"Speaking Through Pain: Feminist Testimony and Diasporic Resistance in Born in Evin" by Tania Ahmadi '17 has been published in Cinema Iranica. The essay examines "two key ways in which Born in Evin dismantles power hierarchies, state violence, and political persecution."
Born in Evin, a movie by filmmaker Maryam Zarzee, follows Zarzee's quest to understand the circumstances of her birth within the infamous Ivīn (Evin) Prison in Iran during Ayatollah Khumaynī’s regime. Ahmadi's essay "argues that Zaree’s work functions as both a personal act of testimony and a political intervention against collective amnesia, substantiated through her investigation into the deep intergenerational trauma caused by political imprisonment."
Cinema Iranica is published by The University of Toronto in collaboration with the Encyclopaedia Iranica Foundation (EIF), and is an "authoritative compendium on all aspects of film and motion-picture production in Iran." The compendium provides peer-reviewed articles by experts in Iranian studies on movies, genres, film movements, filmographies, directors, composers, stars, cinematographers, set designers, sound specialists, editors, choreographers, film studios, movie theaters, film posters, film critics, and audiences, among others.
Ahmadi is an independent film scholar, writer, and translator based in New York. She holds an MA in Film and Media Studies from Columbia University and a BA from UC Berkeley. Her writing and translations have been featured in Conversations with Kiarostami (Woodville Press, 2019), Film Comment, Jump Cut, The Spool, Projektor, Sabzian, and Peyk magazine. Her academic work includes contributions to Narrating the City (Tehran Has No Soul!) and The Handbook of Iranian Cinema (Women with Fighting Spirits). She leads the editorial team at Docunight and serves on the nominating committee and a reviewer for Non-Fiction, at The Gotham Film & Media Institute.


• [Work task] What lines in the data below mention the string "interpreter"? Copy them out.

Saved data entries
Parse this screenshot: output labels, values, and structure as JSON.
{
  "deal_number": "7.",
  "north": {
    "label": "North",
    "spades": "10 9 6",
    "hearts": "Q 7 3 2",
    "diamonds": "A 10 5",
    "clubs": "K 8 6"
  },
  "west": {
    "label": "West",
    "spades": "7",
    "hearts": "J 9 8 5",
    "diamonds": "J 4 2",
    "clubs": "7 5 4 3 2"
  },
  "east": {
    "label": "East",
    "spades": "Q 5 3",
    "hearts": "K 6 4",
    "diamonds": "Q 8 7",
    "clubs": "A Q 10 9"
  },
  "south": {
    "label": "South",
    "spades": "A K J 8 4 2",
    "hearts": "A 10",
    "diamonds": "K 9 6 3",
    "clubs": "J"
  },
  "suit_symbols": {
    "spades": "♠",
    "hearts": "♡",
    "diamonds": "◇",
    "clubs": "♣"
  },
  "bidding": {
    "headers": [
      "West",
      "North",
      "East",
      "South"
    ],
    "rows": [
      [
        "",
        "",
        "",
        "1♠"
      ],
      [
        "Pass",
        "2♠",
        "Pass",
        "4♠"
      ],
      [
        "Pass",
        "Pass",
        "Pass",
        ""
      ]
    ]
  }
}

...

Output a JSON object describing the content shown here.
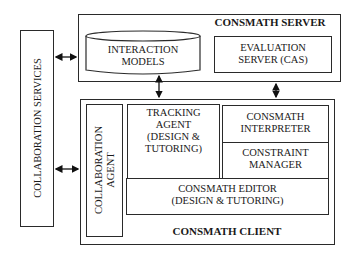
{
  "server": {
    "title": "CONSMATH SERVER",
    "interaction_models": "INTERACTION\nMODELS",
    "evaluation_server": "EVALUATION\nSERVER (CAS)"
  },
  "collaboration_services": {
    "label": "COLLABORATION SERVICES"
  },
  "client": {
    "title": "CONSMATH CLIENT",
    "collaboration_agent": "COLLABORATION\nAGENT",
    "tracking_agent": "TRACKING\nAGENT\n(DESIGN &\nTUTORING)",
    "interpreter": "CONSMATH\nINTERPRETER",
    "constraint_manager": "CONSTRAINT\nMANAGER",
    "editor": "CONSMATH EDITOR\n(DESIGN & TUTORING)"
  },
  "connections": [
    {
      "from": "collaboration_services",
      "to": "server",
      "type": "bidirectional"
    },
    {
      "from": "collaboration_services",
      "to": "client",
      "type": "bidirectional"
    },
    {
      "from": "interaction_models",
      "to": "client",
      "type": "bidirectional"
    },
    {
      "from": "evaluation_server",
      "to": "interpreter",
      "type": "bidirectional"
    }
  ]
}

• [Problem solution]
    "interpreter": "CONSMATH\nINTERPRETER",
      "to": "interpreter",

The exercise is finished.